- Swami Vivekananda

While at school, one night I was meditating within closed doors and had a fairly deep concentration of mind. How long I meditated in that way, I cannot say. It was over, and I still kept my seat, when from the southern wall of that room a luminous figure stepped out and stood in front of me. There was a wonderful radiance on its visage, yet there seemed to be no play of emotion on it. It was the figure of a Sannyasin absolutely calm, shaven-headed, and staff and Kamandalu (a Sannyasin’s wooden water-bowl) in hand. He gazed at me for some time and seemed as if he would address me. I too gazed at him in speechless wonder. Then a kind of fright seized me, I opened the door, and hurried out of the room. Then it struck me that it was foolish of me to run away like that, that perhaps he might say something to me. But I have never met that figure since. Many a time and often I have thought that if again I saw him, I would no more be afraid but would speak to him. But I met him no more…  I could find no clue to its solution. I now think it was the Lord Buddha whom I saw.

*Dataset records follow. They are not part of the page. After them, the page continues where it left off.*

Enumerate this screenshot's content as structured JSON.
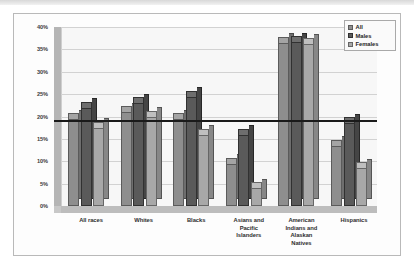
{
  "chart_data": {
    "type": "bar",
    "title": "",
    "xlabel": "",
    "ylabel": "",
    "ylim": [
      0,
      40
    ],
    "ytick_labels": [
      "0%",
      "5%",
      "10%",
      "15%",
      "20%",
      "25%",
      "30%",
      "35%",
      "40%"
    ],
    "ytick_values": [
      0,
      5,
      10,
      15,
      20,
      25,
      30,
      35,
      40
    ],
    "grid": true,
    "legend_position": "top-right",
    "reference_line": {
      "value": 20,
      "label": "20%",
      "color": "#1a1a1a"
    },
    "categories": [
      "All races",
      "Whites",
      "Blacks",
      "Asians and Pacific Islanders",
      "American Indians and Alaskan Natives",
      "Hispanics"
    ],
    "series": [
      {
        "name": "All",
        "color": "#8e8e8e",
        "values": [
          20.0,
          21.5,
          20.0,
          10.0,
          37.0,
          14.0
        ]
      },
      {
        "name": "Males",
        "color": "#5a5a5a",
        "values": [
          22.5,
          23.5,
          25.0,
          16.5,
          37.2,
          19.0
        ]
      },
      {
        "name": "Females",
        "color": "#a8a8a8",
        "values": [
          18.0,
          20.5,
          16.5,
          4.5,
          36.8,
          9.0
        ]
      }
    ]
  },
  "legend": {
    "items": [
      {
        "label": "All"
      },
      {
        "label": "Males"
      },
      {
        "label": "Females"
      }
    ]
  },
  "axis": {
    "y_labels": [
      "40%",
      "35%",
      "30%",
      "25%",
      "20%",
      "15%",
      "10%",
      "5%",
      "0%"
    ],
    "x_labels": [
      "All races",
      "Whites",
      "Blacks",
      "Asians and\nPacific\nIslanders",
      "American\nIndians and\nAlaskan\nNatives",
      "Hispanics"
    ]
  }
}
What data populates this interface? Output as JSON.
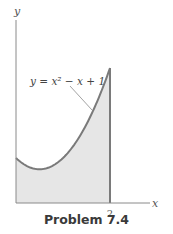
{
  "chart_data": {
    "type": "area",
    "title": "",
    "function": "y = x^2 - x + 1",
    "curve_label": "y = x² − x + 1",
    "x_domain": [
      0,
      2
    ],
    "xlabel": "x",
    "ylabel": "y",
    "xlim": [
      0,
      2.9
    ],
    "ylim": [
      0,
      4.3
    ],
    "x_ticks": [
      {
        "value": 2,
        "label": "2"
      }
    ],
    "shaded_region": {
      "from": 0,
      "to": 2,
      "under": "curve"
    },
    "grid": false,
    "colors": {
      "curve": "#7a7a7a",
      "fill": "#e6e6e6",
      "axis": "#8a8a8a"
    }
  },
  "caption": "Problem 7.4"
}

“When the mind is purified, when one is free from the attachment for lust and gold, one sees lots of visions, most wonderful ones! But one should not pay heed to them. The aspirant cannot advance further if he sets his mind constantly on them. Haven’t you heard that Shri Ramakrishna used to say, ‘Countless jewels lie uncared for in the outer courts of my beloved Lord’s sanctum’? We must come face to face with the Atman; what is the use of setting one’s mind on vagaries like those?”

“Well, while I was in America I had certain wonderful powers developed in me. By looking into people’s eyes I could fathom in a trice the contents of their minds. The workings of everybody’s mind would be potent to me, like a fruit on the palm of one’s hand. To some I used to give out these things, and of those to whom I communicated these, many would become my disciples; whereas those who came to mix with me with some ulterior motive would not, on coming across this power of mine, even venture into my presence any more. ’’

“When I began lecturing in Chicago and other cities, I had to deliver every week some twelve or fifteen or even more lectures at times. This excessive strain on the body and mind would exhaust me to a degree. I seemed to run short of subjects for lectures and was anxious where to find new topics for the morrow’s lecture. New thoughts seemed altogether scarce. One day, after the lecture, I lay thinking of what means to adopt next. The thought induced a sort of slumber, and in that state I heard as if somebody standing by me was lecturing—many new ideas and new veins of thought, which I had scarcely heard or thought of in my life. On awaking I remembered them and reproduced them in my lecture. I cannot enumerate how often this phenomenon took place. Many, many days did I hear such lectures while lying in bed. Sometimes the lecture would be delivered in such a loud voice that the inmates of adjacent rooms would hear the sound and ask me the next day, “With whom, Swamiji, were you talking so loudly last night?” I used to avoid the question somehow. Ah, it was a wonderful phenomenon.”